According to early U.S. assessments, cockpit voice recordings suggest the captain may have shut off the fuel supply moments after takeoff, prompting the first officer to panic. If confirmed, this devastating act echoes a hauntingly similar tragedy from a decade earlier.
In 2015, German co-pilot Andreas Lubitz deliberately crashed a Germanwings plane into the French Alps, killing 149 passengers and himself. Investigations revealed he had been under psychiatric care and taking medication for depression. I wrote about it then, shortly after being the target of psychological warfare in the workplace. What I saw in Lubitz's story, I recognized in those around me: people suffering from deep emotional wounds, misdiagnosed and misunderstood by a society that fears real feeling more than death itself.
“Going to see a psychiatric doctor was his biggest mistake,” I wrote at the time. “What he needed was a true enlightened witness to help him see and understand the real roots of his depression and despair.”
Instead, like so many others, he was numbed. Sedated. Told to adjust to a world that had crushed his inner child. And that child—still carrying the pain of unmet needs and unresolved trauma—finally erupted in an irreversible way.
Alice Miller once said of another tragedy:
“The Virginia Tech story is a flight from the own history with the help of drugs. They only help to flee and not to see.”
That sentence has stayed with me for years.
We may never know exactly what drove the Air India pilot to make such a fateful decision, but we must begin to see these tragedies not as isolated incidents, but as symptoms of a much deeper societal illness.

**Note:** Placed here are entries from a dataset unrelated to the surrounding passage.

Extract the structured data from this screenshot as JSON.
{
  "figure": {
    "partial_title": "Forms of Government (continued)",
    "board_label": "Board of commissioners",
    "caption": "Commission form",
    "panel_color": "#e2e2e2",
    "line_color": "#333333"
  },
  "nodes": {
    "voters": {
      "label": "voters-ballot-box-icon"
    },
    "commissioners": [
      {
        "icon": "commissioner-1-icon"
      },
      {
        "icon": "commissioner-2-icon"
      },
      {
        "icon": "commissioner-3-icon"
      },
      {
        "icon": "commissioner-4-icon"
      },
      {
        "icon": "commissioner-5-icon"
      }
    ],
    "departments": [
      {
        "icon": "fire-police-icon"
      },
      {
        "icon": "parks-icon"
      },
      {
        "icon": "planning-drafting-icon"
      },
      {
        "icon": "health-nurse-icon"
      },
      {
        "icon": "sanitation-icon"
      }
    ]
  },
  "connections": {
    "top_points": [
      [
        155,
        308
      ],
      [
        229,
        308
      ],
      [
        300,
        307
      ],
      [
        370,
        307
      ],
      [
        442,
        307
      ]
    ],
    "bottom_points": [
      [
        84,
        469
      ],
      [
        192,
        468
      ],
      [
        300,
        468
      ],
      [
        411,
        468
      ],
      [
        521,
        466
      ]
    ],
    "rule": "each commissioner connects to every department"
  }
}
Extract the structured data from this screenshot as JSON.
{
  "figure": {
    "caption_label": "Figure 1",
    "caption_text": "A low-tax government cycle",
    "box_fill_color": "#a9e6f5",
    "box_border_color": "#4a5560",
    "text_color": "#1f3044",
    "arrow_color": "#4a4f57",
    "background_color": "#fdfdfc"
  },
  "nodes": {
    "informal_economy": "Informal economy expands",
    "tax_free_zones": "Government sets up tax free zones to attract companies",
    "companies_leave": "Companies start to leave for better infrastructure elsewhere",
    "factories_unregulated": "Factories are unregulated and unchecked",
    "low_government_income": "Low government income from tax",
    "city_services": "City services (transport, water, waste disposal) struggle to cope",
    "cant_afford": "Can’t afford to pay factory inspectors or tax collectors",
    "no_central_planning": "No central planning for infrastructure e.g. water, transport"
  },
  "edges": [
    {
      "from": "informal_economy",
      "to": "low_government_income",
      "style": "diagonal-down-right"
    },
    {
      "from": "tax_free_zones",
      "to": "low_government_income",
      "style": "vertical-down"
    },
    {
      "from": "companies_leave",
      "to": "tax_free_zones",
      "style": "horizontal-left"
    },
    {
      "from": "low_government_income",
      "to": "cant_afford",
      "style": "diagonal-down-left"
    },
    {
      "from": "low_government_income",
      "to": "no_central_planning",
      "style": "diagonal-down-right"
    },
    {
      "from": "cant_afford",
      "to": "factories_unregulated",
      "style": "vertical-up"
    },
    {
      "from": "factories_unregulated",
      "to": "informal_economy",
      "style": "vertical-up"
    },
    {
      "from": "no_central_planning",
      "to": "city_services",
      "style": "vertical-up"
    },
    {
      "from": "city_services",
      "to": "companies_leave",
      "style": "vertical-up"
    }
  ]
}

Unresolved childhood trauma, when compounded by present-day stress and isolation, becomes a volatile force. And in a profession like aviation—where stoicism is prized and vulnerability is taboo—there is rarely space to process emotional pain.
Medication, accolades, and professional success cannot fill the void of unmet childhood needs. If anything, they reinforce the emotional prison. The truth is: unacknowledged pain doesn’t disappear—it festers, it reenacts, it destroys.
We need a culture where authentic emotional awareness is not feared or pathologized, but recognized as a path to healing and prevention. Not only for those who suffer, but for everyone who unknowingly shares their flight.
Until that happens, more lives will be lost—not only in the skies, but in homes, workplaces, schools, and quiet corners of society where the screams of the inner child remain unheard.